Jack Swigert or Fred Haise, 11-17 April 1970

Printed 1970.

Vintage gelatin silver print on fibre-based paper [NASA image AS13-59-8562].
Numbered "AS13-59-8562" in black in the top margin (issued by NASA Manned Spacecraft Centre, Houston, Texas).

20.3 x 25.4 cm. (8 x 10 in.).

Historical context
Farewell, Aquarius—the lifeboat that saved Apollo 13.
Just over an hour before splashdown, the Apollo 13 crew transferred back into the Command Module Odyssey, leaving behind their lifeboat, Lunar Module Aquarius.
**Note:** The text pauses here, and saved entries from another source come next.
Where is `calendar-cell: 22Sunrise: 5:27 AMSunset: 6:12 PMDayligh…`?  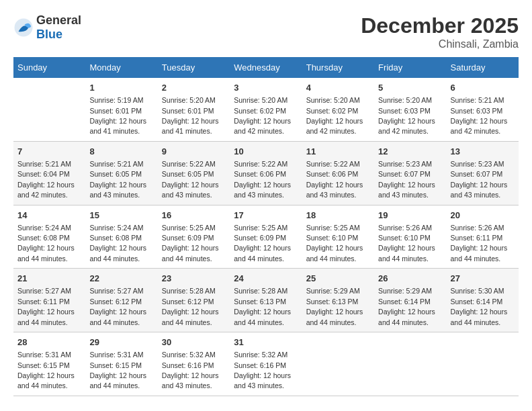 calendar-cell: 22Sunrise: 5:27 AMSunset: 6:12 PMDayligh… is located at coordinates (121, 301).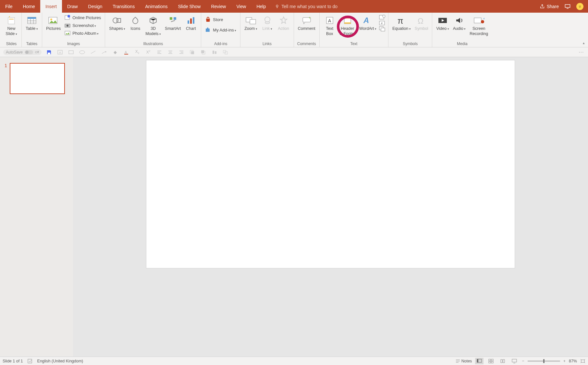 The width and height of the screenshot is (588, 365). What do you see at coordinates (261, 6) in the screenshot?
I see `tab-help: Help` at bounding box center [261, 6].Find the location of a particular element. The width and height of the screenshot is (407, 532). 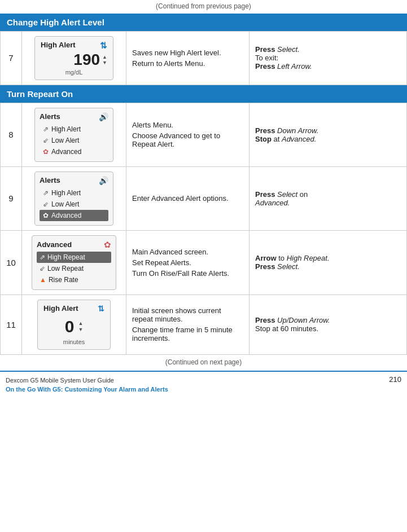

step-number: 9 is located at coordinates (11, 199).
Though it never landed on the Moon, Aquarius became an essential refuge, keeping the astronauts alive through their harrowing journey home. Once undocked, the abandoned LM drifted away before ultimately burning up on re-entry into Earth's atmosphere.
From the mission transcript at the moment of LM jettison:
141:30:05 Kerwin (Mission Control): Farewell, Aquarius, and we thank you.
From this moment onward, the mission resembled previous Apollo landings, with the Command Module executing a safe splashdown in the South Pacific, just one mile from the target point.
"Survive we did, but it was close. Our mission was a failure, but I like to think it was a successful failure."